AGAS Guest Lecture with Dr. Carolina Mangone
October 16th, 2025 at 5:30 pm

Travertine base (detail), Gian Lorenzo Bernini, Fountain of the Four Rivers (Fontana dei Quattro Fiumi), Piazza Navona, Rome, commission by Pope Innocent X, 1651, marble (photo: Steven Zucker, CC BY-NC-SA 2.0)
Date & Time
October 16th, 2025 at 5:30 pm
– October 16th, 2025 at 6:45 pm
Type of Event
Assoc. of Graduate Art Students Lectures
Lectures
Academic Area
Art History
Stony Ground: Sculpture, Architecture, and Travertine in Bernini’s Four River Fountain
The Association of Graduate Art Students will be hosting Dr. Carolina Mangone as the 2025 fall guest scholar. An expert in Bernini, Mangone is associate professor of art and archaeology at Princeton University. Mangone’s lecture is titled: “Stony Ground: Sculpture, Architecture, and Travertine in Bernini’s Four River Fountain”
Lecture Details
What does it mean for an artist to transform stone into stone? How do we understand mimesis that eliminates the difference between material and its representation? This lecture examines these questions through the lens of Gianlorenzo Bernini’s Four Rivers Fountain (1648-51), focusing on its rocky grotto base hewn from craggy, porous travertine made to look like the stone itself in its natural state. The stakes of this monument will be explored in relation to early modern natural philosophies about the formation of rocks and mountains; geological imaginaries about the origins for building; and the tradition of sculptor-architects. The interpretation of Bernini’s travertine base that emerges dissolves the boundaries of the natural, the sculptural, and the architectural and, in turn, gives new purchase on the non-finito in early modernity.
About the Lecturer
Carolina Mangone is a historian of Early Modern Art and Architecture. Her scholarship explores concepts and practices of imitating, copying, simulating, and faking; the materials and techniques of art and their movement across medial and professional boundaries; the traffic in art theoretical concepts across cultures and languages; modes of visualizing religious ideas and their histories; and the afterlives of early modern artists and architects in text and image.

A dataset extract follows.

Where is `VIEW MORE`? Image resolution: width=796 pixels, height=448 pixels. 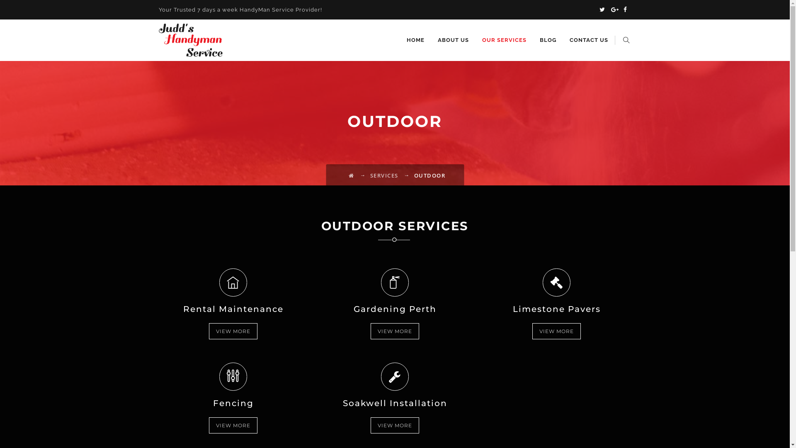
VIEW MORE is located at coordinates (233, 331).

Mangone’s first book, Bernini’s Michelangelo (Yale, 2020), examines the contestedness of canonicity in its early modern foundations by studying how Gianlorenzo Bernini constructed an artistic theory through imitating the art and architecture of Michelangelo Buonarroti. This study both resituates Michelangelo’s legacy to a constitutive, if fraught, place in Roman artistic theory and practice and demonstrates how Bernini approached this legacy as a surprisingly flexible repertory of precepts and forms that he reconciled—with daring license and creative restraint—to the changed aesthetic, sacred, and theoretical imperatives of his era. Mangone is also the co-editor, with Evonne Levy, of Material Bernini (Ashgate, 2016) a collaboration that constitutes the first study of Bernini’s sculptural production—in clay, marble, bronze, and on paper—from material and intermedial perspectives.
Prior to joining the Department of Art & Archeology at Princeton University in 2015, Mangone was a Mellon Postdoctoral Fellow and Lecturer in the Department of Art and Archaeology at Columbia University. Her research has been supported by the Social Sciences and Humanities Research Council of Canada, the Italian Ministry of Foreign Affairs, the Canadian Center for Architecture in Montreal, the National Gallery of Art in Washington D.C., the School of Historical Studies at the Institute for Advanced Study in Princeton, and the Center for Advanced Study in the Visual Arts in Washington D.C. She is currently a Behrman Faculty Fellow in the Humanities Council at Princeton University (2022-24) and Director of the Program in Italian Studies (2023-27).